The new law will dissolve the University Grants Commission, the All India Council for Technical Education, and the National Council for Teacher Education. In their place, the government will create a single regulator for higher education. This body will oversee all non-medical and non-law institutions across the country.

Earlier, policymakers referred to the proposal as the Higher Education Commission of India Bill. Now, the government has renamed it the Viksit Bharat Shiksha Adhikshan Bill. With this change, the Centre has signalled a renewed push to align education reforms with long-term national development goals.

The Cabinet cleared the bill to deliver on a key promise of the National Education Policy 2020. The policy called the existing regulatory system complex and fragmented. It highlighted overlapping roles and weak coordination. Therefore, it urged a clean and comprehensive reset.

Under the new framework, the single commission will handle regulation, accreditation, and academic standards. It will also set professional benchmarks for institutions and courses. As a result, colleges and universities will deal with one authority instead of several.

However, the bill draws clear boundaries. Medical and law education will stay outside the commission’s control. Existing regulators in those sectors will continue their work. This separation aims to preserve specialised oversight in fields that require distinct standards.

Funding, meanwhile, will not move to the new regulator. The education ministry’s Department of Higher Education will continue to control financial support. Although early NEP drafts spoke of a separate Higher Education Funding Authority, the government has not revived that idea yet. For now, the current funding structure will remain.

For years, India’s higher education landscape has remained divided. The UGC has governed universities and non-technical courses. AICTE has regulated engineering and other technical programmes. NCTE has supervised teacher training. Each body has issued its own rules, approvals, and inspections.
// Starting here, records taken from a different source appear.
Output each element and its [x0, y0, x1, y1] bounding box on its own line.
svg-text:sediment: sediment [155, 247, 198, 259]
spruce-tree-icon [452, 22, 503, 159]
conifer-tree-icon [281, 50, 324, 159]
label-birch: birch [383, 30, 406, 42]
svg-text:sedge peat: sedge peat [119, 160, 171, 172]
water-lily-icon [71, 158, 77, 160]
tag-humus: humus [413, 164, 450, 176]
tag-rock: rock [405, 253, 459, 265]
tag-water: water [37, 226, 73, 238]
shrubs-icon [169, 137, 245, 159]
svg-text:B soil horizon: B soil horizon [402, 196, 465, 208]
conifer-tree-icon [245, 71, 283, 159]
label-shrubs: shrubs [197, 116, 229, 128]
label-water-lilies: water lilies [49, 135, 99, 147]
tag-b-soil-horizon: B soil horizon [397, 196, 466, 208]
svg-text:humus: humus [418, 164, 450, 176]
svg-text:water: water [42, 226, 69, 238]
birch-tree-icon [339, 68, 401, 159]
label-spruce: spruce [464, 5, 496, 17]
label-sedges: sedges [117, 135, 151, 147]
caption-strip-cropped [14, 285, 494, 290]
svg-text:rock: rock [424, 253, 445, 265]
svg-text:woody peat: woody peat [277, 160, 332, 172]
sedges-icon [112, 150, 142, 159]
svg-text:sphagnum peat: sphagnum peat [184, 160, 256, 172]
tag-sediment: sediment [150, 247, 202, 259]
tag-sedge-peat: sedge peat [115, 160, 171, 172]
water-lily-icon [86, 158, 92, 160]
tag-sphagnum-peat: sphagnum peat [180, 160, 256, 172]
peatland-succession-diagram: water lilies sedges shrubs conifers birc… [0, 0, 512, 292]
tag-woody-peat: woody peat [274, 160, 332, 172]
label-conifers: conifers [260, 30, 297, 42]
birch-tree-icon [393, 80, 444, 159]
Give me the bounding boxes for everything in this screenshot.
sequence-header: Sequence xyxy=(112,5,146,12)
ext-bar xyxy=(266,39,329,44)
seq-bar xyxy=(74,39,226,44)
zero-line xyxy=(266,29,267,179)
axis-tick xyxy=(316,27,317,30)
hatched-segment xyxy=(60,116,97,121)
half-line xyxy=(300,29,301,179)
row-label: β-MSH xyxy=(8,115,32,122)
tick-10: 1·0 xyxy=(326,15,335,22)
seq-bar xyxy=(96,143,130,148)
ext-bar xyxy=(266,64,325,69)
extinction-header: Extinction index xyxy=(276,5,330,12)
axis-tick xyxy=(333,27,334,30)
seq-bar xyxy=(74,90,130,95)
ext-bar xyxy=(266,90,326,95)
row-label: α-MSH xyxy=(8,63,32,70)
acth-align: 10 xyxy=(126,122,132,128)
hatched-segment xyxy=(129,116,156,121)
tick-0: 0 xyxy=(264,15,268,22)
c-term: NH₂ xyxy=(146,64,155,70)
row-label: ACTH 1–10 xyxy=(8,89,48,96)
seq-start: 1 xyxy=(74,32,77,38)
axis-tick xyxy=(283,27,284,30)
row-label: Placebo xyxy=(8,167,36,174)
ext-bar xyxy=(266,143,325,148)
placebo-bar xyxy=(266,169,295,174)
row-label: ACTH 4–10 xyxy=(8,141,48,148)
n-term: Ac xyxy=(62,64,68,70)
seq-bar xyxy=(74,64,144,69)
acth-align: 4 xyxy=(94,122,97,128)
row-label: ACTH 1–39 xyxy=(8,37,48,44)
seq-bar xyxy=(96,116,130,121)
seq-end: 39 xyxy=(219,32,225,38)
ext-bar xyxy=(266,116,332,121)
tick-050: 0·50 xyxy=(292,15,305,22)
Consequently, institutions have often faced confusion and compliance burdens.

The NEP 2020 flagged this problem in strong terms. It argued that regulation should focus on outcomes, quality, and transparency. It also stressed that different functions should not sit with the same authority. The new bill attempts to answer those concerns by creating a streamlined system.

The idea of a single regulator did not emerge overnight. The government first released a draft HECI Bill in 2018. At that time, debate and resistance slowed progress. Later, momentum returned after Dharmendra Pradhan assumed charge as education minister in 2021. Since then, the ministry has worked to refine the proposal and build consensus.

With Cabinet approval secured, the bill now moves closer to Parliament. Once lawmakers pass it, the transition process will begin. The government will then outline timelines, staffing, and operational details.

Supporters argue that the reform will reduce red tape and improve accountability. They say it will help institutions focus on teaching and research instead of paperwork. Critics, however, seek clarity on autonomy and checks on regulatory power.

Even so, the decision marks a turning point. The Centre has chosen consolidation over fragmentation. It has also placed the NEP vision at the heart of governance reform.

As the bill advances, all eyes will remain on implementation. The success of this reform will depend not just on structure, but on execution.